MoveNext() method not covered by unit testing?

  • Thread starter Thread starter Steve
  • Start date Start date
S

Steve

Hi all,

I have writen a class which implements IEnumerable<T>. I have used
"yield return" to implement this, as follows:

public IEnumerator<int> GetEnumerator()
{
foreach (int i in items)
{
yield return item;
}
}

Now, I have written unit tests to cover this, but can't seem to get
coverage of an auto-generated MoveNext() method of the Enumerator. The
coverage window shows the following:

MyClass`2.<GetEnumerator>d__0 3 21.43 % 11 78.57 %
MoveNext() 3 21.43 % 11 78.57 %

[Note I've changed names to protect the identity of innocent
classes! ;)]

....as you can see, three blocks of code are not being covered.
However, when I double click the uncovered code, all code is displayed
in green, suggesting that it has been covered. While I appreciate that
100% coverage is not possible and certainly shouldn't be the aim (80%
is a more realistic aim), it's really annoying me that I can't cover
this.

I already tried marking the GetEnumerator as
[System.Diagnostics.DebuggerHidden] and that made no difference.

Does anyone know how to solve this?

Thanks in advance,

Steve.
 
Steve said:
Hi all,

I have writen a class which implements IEnumerable<T>. I have used
"yield return" to implement this, as follows:

public IEnumerator<int> GetEnumerator()
{
foreach (int i in items)
{
yield return item;
}
}

Now, I have written unit tests to cover this, but can't seem to get
coverage of an auto-generated MoveNext() method of the Enumerator. The
coverage window shows the following:

MyClass`2.<GetEnumerator>d__0 3 21.43 % 11 78.57 %
MoveNext() 3 21.43 % 11 78.57 %

[Note I've changed names to protect the identity of innocent
classes! ;)]

...as you can see, three blocks of code are not being covered.
However, when I double click the uncovered code, all code is displayed
in green, suggesting that it has been covered. While I appreciate that
100% coverage is not possible and certainly shouldn't be the aim (80%
is a more realistic aim), it's really annoying me that I can't cover
this.

I don't know for sure, but they are probably null reference and other
sanity checks. (As such they may not be testable, depending upon how
"insane" the state has to be for them to fail.)

Have you unit tested expected exceptions and exceptional situations,
such as calling MoveNext after it returns False?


To do. Working from the listing below, pick each line containing the word "peaked" and copy it.

Provided data.
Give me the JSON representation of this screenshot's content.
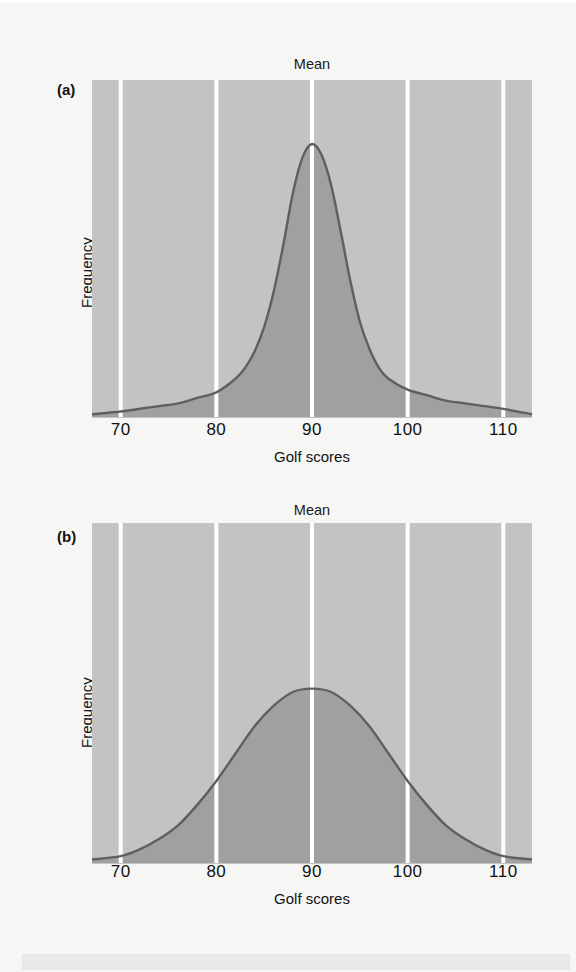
{
  "figure": {
    "background_color": "#f6f6f5",
    "plot_background_color": "#c3c3c3",
    "area_fill_color": "#a0a0a0",
    "curve_color": "#5f5f5f",
    "gridline_color": "#ffffff"
  },
  "panels": [
    {
      "tag": "(a)",
      "mean_label": "Mean",
      "x_axis_label": "Golf scores",
      "y_axis_label": "Frequency",
      "tick_labels": [
        "70",
        "80",
        "90",
        "100",
        "110"
      ]
    },
    {
      "tag": "(b)",
      "mean_label": "Mean",
      "x_axis_label": "Golf scores",
      "y_axis_label": "Frequency",
      "tick_labels": [
        "70",
        "80",
        "90",
        "100",
        "110"
      ]
    }
  ],
  "chart_data": [
    {
      "type": "area",
      "panel": "(a)",
      "title": "Mean",
      "xlabel": "Golf scores",
      "ylabel": "Frequency",
      "xlim": [
        67,
        113
      ],
      "ylim": [
        0,
        1
      ],
      "xticks": [
        70,
        80,
        90,
        100,
        110
      ],
      "grid": true,
      "legend": "none",
      "annotations": [
        "Mean at x = 90"
      ],
      "description": "Leptokurtic (narrow, peaked) distribution of golf scores centered at the mean of 90 with small spread; heavy tails.",
      "distribution": {
        "family": "normal-like peaked",
        "mean": 90,
        "std_dev": 3.2,
        "peak_x": 90,
        "peak_y": 1.0
      },
      "x": [
        67,
        70,
        72,
        74,
        76,
        78,
        80,
        82,
        83,
        84,
        85,
        86,
        87,
        88,
        89,
        90,
        91,
        92,
        93,
        94,
        95,
        96,
        97,
        98,
        100,
        102,
        104,
        106,
        108,
        110,
        113
      ],
      "y": [
        0.01,
        0.02,
        0.03,
        0.04,
        0.05,
        0.07,
        0.09,
        0.14,
        0.18,
        0.24,
        0.33,
        0.46,
        0.63,
        0.82,
        0.95,
        1.0,
        0.96,
        0.85,
        0.68,
        0.5,
        0.35,
        0.25,
        0.18,
        0.14,
        0.1,
        0.08,
        0.06,
        0.05,
        0.04,
        0.03,
        0.01
      ]
    },
    {
      "type": "area",
      "panel": "(b)",
      "title": "Mean",
      "xlabel": "Golf scores",
      "ylabel": "Frequency",
      "xlim": [
        67,
        113
      ],
      "ylim": [
        0,
        1
      ],
      "xticks": [
        70,
        80,
        90,
        100,
        110
      ],
      "grid": true,
      "legend": "none",
      "annotations": [
        "Mean at x = 90"
      ],
      "description": "Platykurtic (wide, flat) distribution of golf scores centered at the mean of 90 with large spread.",
      "distribution": {
        "family": "normal",
        "mean": 90,
        "std_dev": 8.5,
        "peak_x": 90,
        "peak_y": 0.51
      },
      "x": [
        67,
        70,
        72,
        74,
        76,
        78,
        80,
        82,
        84,
        86,
        88,
        90,
        92,
        94,
        96,
        98,
        100,
        102,
        104,
        106,
        108,
        110,
        113
      ],
      "y": [
        0.01,
        0.02,
        0.04,
        0.07,
        0.11,
        0.17,
        0.24,
        0.32,
        0.4,
        0.46,
        0.5,
        0.51,
        0.5,
        0.46,
        0.4,
        0.32,
        0.24,
        0.17,
        0.11,
        0.07,
        0.04,
        0.02,
        0.01
      ]
    }
  ]
}
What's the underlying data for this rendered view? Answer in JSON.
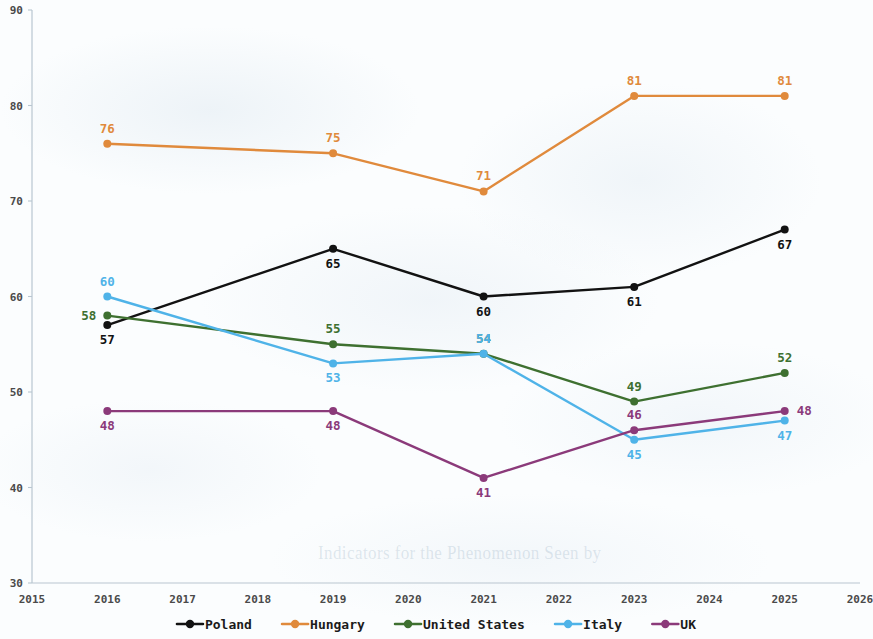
{
  "chart_data": {
    "type": "line",
    "title": "",
    "xlabel": "",
    "ylabel": "",
    "x": [
      2016,
      2019,
      2021,
      2023,
      2025
    ],
    "xlim": [
      2015,
      2026
    ],
    "ylim": [
      30,
      90
    ],
    "xticks": [
      "2015",
      "2016",
      "2017",
      "2018",
      "2019",
      "2020",
      "2021",
      "2022",
      "2023",
      "2024",
      "2025",
      "2026"
    ],
    "yticks": [
      "30",
      "40",
      "50",
      "60",
      "70",
      "80",
      "90"
    ],
    "grid": false,
    "legend_position": "bottom",
    "markers": "circle",
    "data_labels": true,
    "series": [
      {
        "name": "Poland",
        "color": "#121212",
        "values": [
          57,
          65,
          60,
          61,
          67
        ],
        "labels": [
          "57",
          "65",
          "60",
          "61",
          "67"
        ],
        "label_positions": [
          "below",
          "below",
          "below",
          "below",
          "below"
        ]
      },
      {
        "name": "Hungary",
        "color": "#e08a3c",
        "values": [
          76,
          75,
          71,
          81,
          81
        ],
        "labels": [
          "76",
          "75",
          "71",
          "81",
          "81"
        ],
        "label_positions": [
          "above",
          "above",
          "above",
          "above",
          "above"
        ]
      },
      {
        "name": "United States",
        "color": "#3e7030",
        "values": [
          58,
          55,
          54,
          49,
          52
        ],
        "labels": [
          "58",
          "55",
          "54",
          "49",
          "52"
        ],
        "label_positions": [
          "left",
          "above",
          "above",
          "above",
          "above"
        ]
      },
      {
        "name": "Italy",
        "color": "#4fb3e8",
        "values": [
          60,
          53,
          54,
          45,
          47
        ],
        "labels": [
          "60",
          "53",
          "54",
          "45",
          "47"
        ],
        "label_positions": [
          "above",
          "below",
          "above",
          "below",
          "below"
        ]
      },
      {
        "name": "UK",
        "color": "#8b3a7a",
        "values": [
          48,
          48,
          41,
          46,
          48
        ],
        "labels": [
          "48",
          "48",
          "41",
          "46",
          "48"
        ],
        "label_positions": [
          "below",
          "below",
          "below",
          "above",
          "right"
        ]
      }
    ]
  },
  "legend": {
    "items": [
      {
        "label": "Poland",
        "color": "#121212"
      },
      {
        "label": "Hungary",
        "color": "#e08a3c"
      },
      {
        "label": "United States",
        "color": "#3e7030"
      },
      {
        "label": "Italy",
        "color": "#4fb3e8"
      },
      {
        "label": "UK",
        "color": "#8b3a7a"
      }
    ]
  },
  "artifacts": {
    "bleed_through_text": "Indicators for the Phenomenon Seen by"
  }
}
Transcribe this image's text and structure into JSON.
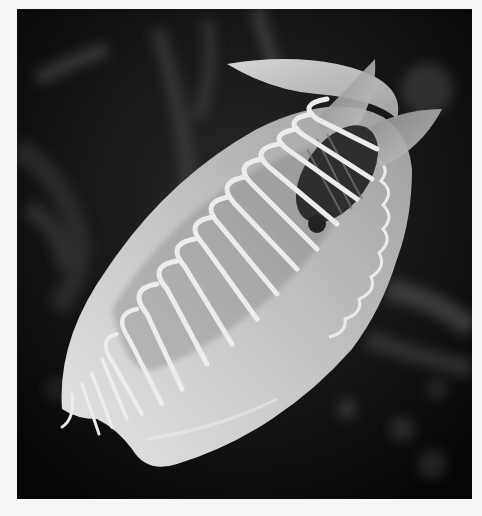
{
  "image": {
    "subject": "Venus flytrap with captured fly",
    "style": "grayscale photograph",
    "colors": {
      "matte": "#f6f6f6",
      "background": "#0c0c0c",
      "trap_light": "#d9d9d9",
      "trap_mid": "#a8a8a8",
      "teeth": "#e6e6e6",
      "fly_dark": "#2a2a2a"
    }
  }
}
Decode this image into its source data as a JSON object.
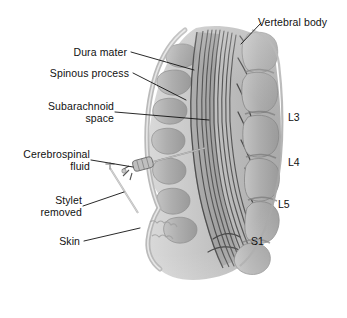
{
  "figure": {
    "background_color": "#ffffff",
    "line_color": "#111111",
    "bone_color": "#b0b0b0",
    "bone_shadow_color": "#8a8a8a",
    "fiber_color": "#5a5a5a",
    "skin_color": "#c9c9c9",
    "needle_color": "#9a9a9a"
  },
  "labels": {
    "vertebral_body": "Vertebral body",
    "dura_mater": "Dura mater",
    "spinous_process": "Spinous process",
    "subarachnoid_space_line1": "Subarachnoid",
    "subarachnoid_space_line2": "space",
    "cerebrospinal_fluid_line1": "Cerebrospinal",
    "cerebrospinal_fluid_line2": "fluid",
    "stylet_removed_line1": "Stylet",
    "stylet_removed_line2": "removed",
    "skin": "Skin"
  },
  "vertebral_levels": {
    "l3": "L3",
    "l4": "L4",
    "l5": "L5",
    "s1": "S1"
  }
}
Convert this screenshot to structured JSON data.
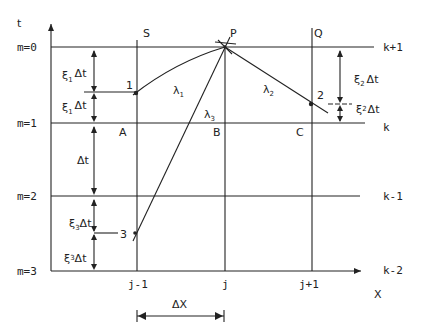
{
  "axes": {
    "y_label": "t",
    "x_label": "X"
  },
  "time_levels": [
    {
      "m_label": "m=0",
      "k_label": "k+1"
    },
    {
      "m_label": "m=1",
      "k_label": "k"
    },
    {
      "m_label": "m=2",
      "k_label": "k-1"
    },
    {
      "m_label": "m=3",
      "k_label": "k-2"
    }
  ],
  "grid_columns": [
    {
      "label": "j-1",
      "top_label": "S"
    },
    {
      "label": "j",
      "top_label": ""
    },
    {
      "label": "j+1",
      "top_label": "Q"
    }
  ],
  "points": {
    "P": "P",
    "A": "A",
    "B": "B",
    "C": "C",
    "p1": "1",
    "p2": "2",
    "p3": "3"
  },
  "characteristics": {
    "lambda1": {
      "base": "λ",
      "sub": "1"
    },
    "lambda2": {
      "base": "λ",
      "sub": "2"
    },
    "lambda3": {
      "base": "λ",
      "sub": "3"
    }
  },
  "dimensions": {
    "xi1_dt": {
      "base": "ξ",
      "sub": "1",
      "tail": "Δt"
    },
    "xi1p_dt": {
      "base": "ξ",
      "sub": "1",
      "sup": "'",
      "tail": "Δt"
    },
    "dt": "Δt",
    "xi3_dt": {
      "base": "ξ",
      "sub": "3",
      "tail": "Δt"
    },
    "xi3p_dt": {
      "base": "ξ",
      "sub": "3",
      "sup": "'",
      "tail": "Δt"
    },
    "xi2_dt": {
      "base": "ξ",
      "sub": "2",
      "tail": "Δt"
    },
    "xi2p_dt": {
      "base": "ξ",
      "sub": "2",
      "sup": "'",
      "tail": "Δt"
    },
    "dx": "ΔX"
  },
  "colors": {
    "line": "#222222",
    "background": "#ffffff"
  }
}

Written solution.
      "description": "Leptokurtic (narrow, peaked) distribution of golf scores centered at the mean of 90 with small spread; heavy tails.",
        "family": "normal-like peaked",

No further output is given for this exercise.